Salome Semper stood in the drizzle on McCulloh Street outside Druid Hill Park with a smattering of parade spectators, listening to the sounds of steel drum bands playing in the distance. They could hear something like a parade way off toward Druid Park Drive, but still there was no sign of the costumed marchers or floats.
Many had waited at least two hours amid spurts of heavy rain for the parade to wend its way from Park Heights to Druid Hill to kick off Baltimore's annual Caribbean Carnival Festival, in its 29th year this weekend.
But no one appeared to be complaining. For Semper and others, the festival offers a chance to celebrate cultures and homelands, sing along to familiar Caribbean songs, dine on Caribbean cuisine the way it's cooked back home, and revel in the camaraderie and not a little bit of rivalry among the island nations. Parade-goers waved flags and cheered for their native countries.
"It's like a tradition," said Semper, a Baltimore resident who was born in Trinidad. "In the islands, you have Carnival season. As people migrated to different cities, they bring their culture with them."
The parade of costumed dancers and steel bands, which was scheduled to start at noon, finally arrived at the park almost four hours later, and Semper was lured to the street, shimmying to the beat of the 12-piece Trinidad and Tobago Baltimore Steel Orchestra, a band founded 40 years ago by her husband. The musicians tapping out melodies included her husband, two sons and grandson.
On the corner of McCulloh and Gwynns Falls Parkway, a woman who identified herself as Claudia D from New York, and originally from Jamaica, sold Caribbean nation flags for $3 apiece, asking people as they passed by, "What's your country?"
The three-day festival, which runs today from noon to 9 p.m., also features musical acts such as today's headliner, Triffik Jam, from Trinidad and Tobago, and groups including Daddy O, Mr Muzik, Jam Down and The Image Band.
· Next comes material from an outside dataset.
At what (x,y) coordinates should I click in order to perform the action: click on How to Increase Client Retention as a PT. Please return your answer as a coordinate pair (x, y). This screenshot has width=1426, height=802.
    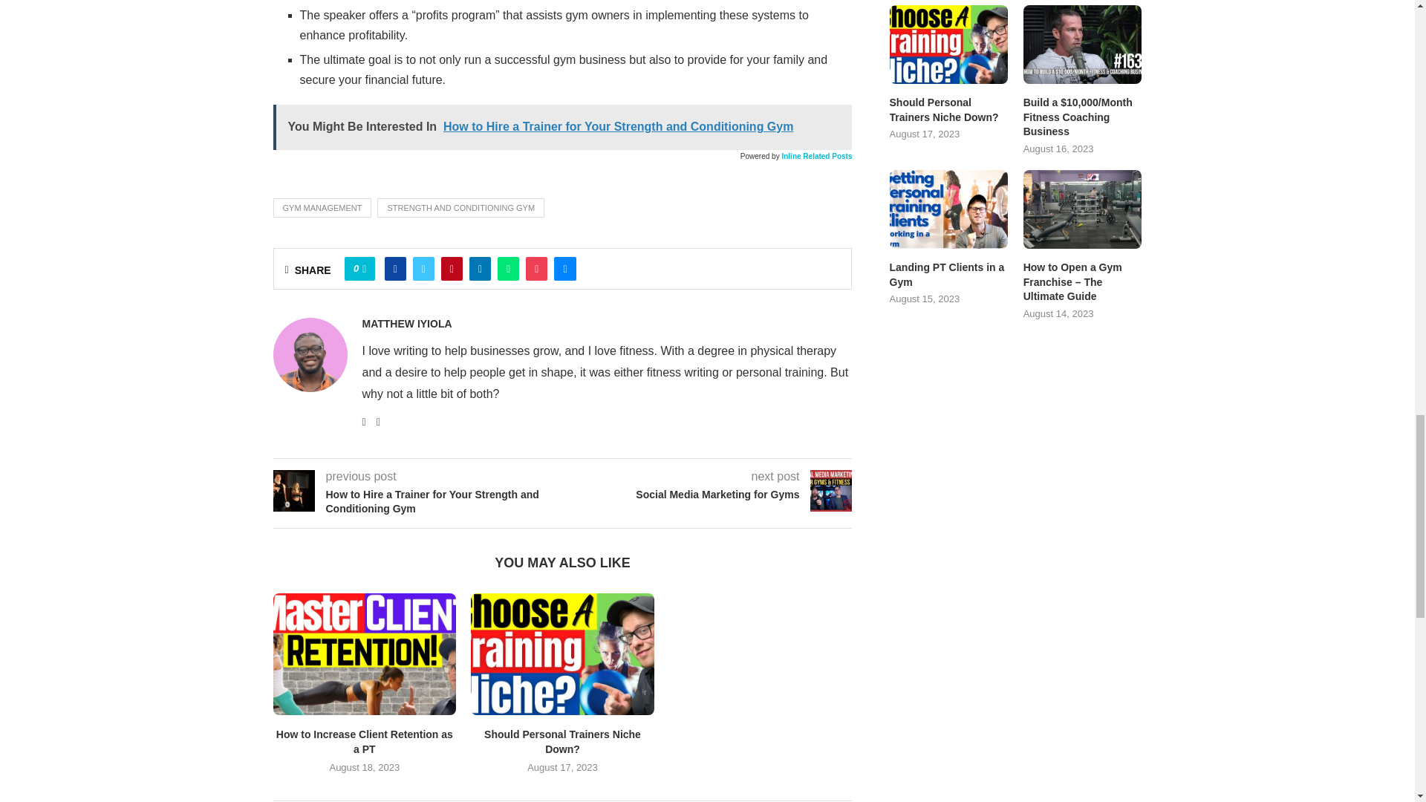
    Looking at the image, I should click on (365, 655).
The festival typically attracts about 20,000 people.
The rain didn't stop some festival-goers on Saturday from staking out their spot early in the day. About 1 p.m., Bernadette Nanton sat in a chair along Druid Hill Lake Drive, not minding that it would be hours before the parade would reach her. She had already walked around the lake twice for exercise and was settled in for the day, listening to the radio on headphones. The special education teacher said she often finds herself at one festival or another most weekends.
"They're free events, $5 or $10 at the most," she said. "Where can you go for that amount of money, have fun and try all types of food?"
Like many along the parade route, Semper was among the spectators swept into the growing mass of marchers who followed bands, dancing, singing and moving their feet in unison.
"Everybody take a jump, take a jump, take a jump up now," one band member sang. "Because, it's Carnival."
Their destination was a fenced-in area of the park, where organizers charged $10 and vendors sold jerk chicken and pork, sundresses and snow balls.
Earlier in the day, vendors had worried about whether crowds would show up. Cheryle Haynes and Andrew Barker of Upper Marlboro said business had been a bit slow at many of the festivals where they go on weekends to sell sundresses and handmade hats from Madagascar.
T-Danielle Holloway was setting up a stand with snow balls and drinks and already had a strategy for luring in business, no matter how attendance turned out. Holloway, a Ruxton resident who runs Xtra Clean Janitorial as her full-time business, said she decided this summer to start a part-time vending business and chose the Caribbean festival as its debut. When she awoke to all the rain on her first day of business, "I said 'What a beautiful day,' " she said. "We have to have some rain to balance out everything else."
But that didn't mean she couldn't be practical. Her strategy was to keep her prices extra low: $2 per flavored ice.
"I just want to recoup what I put out," she said. "That would be nice."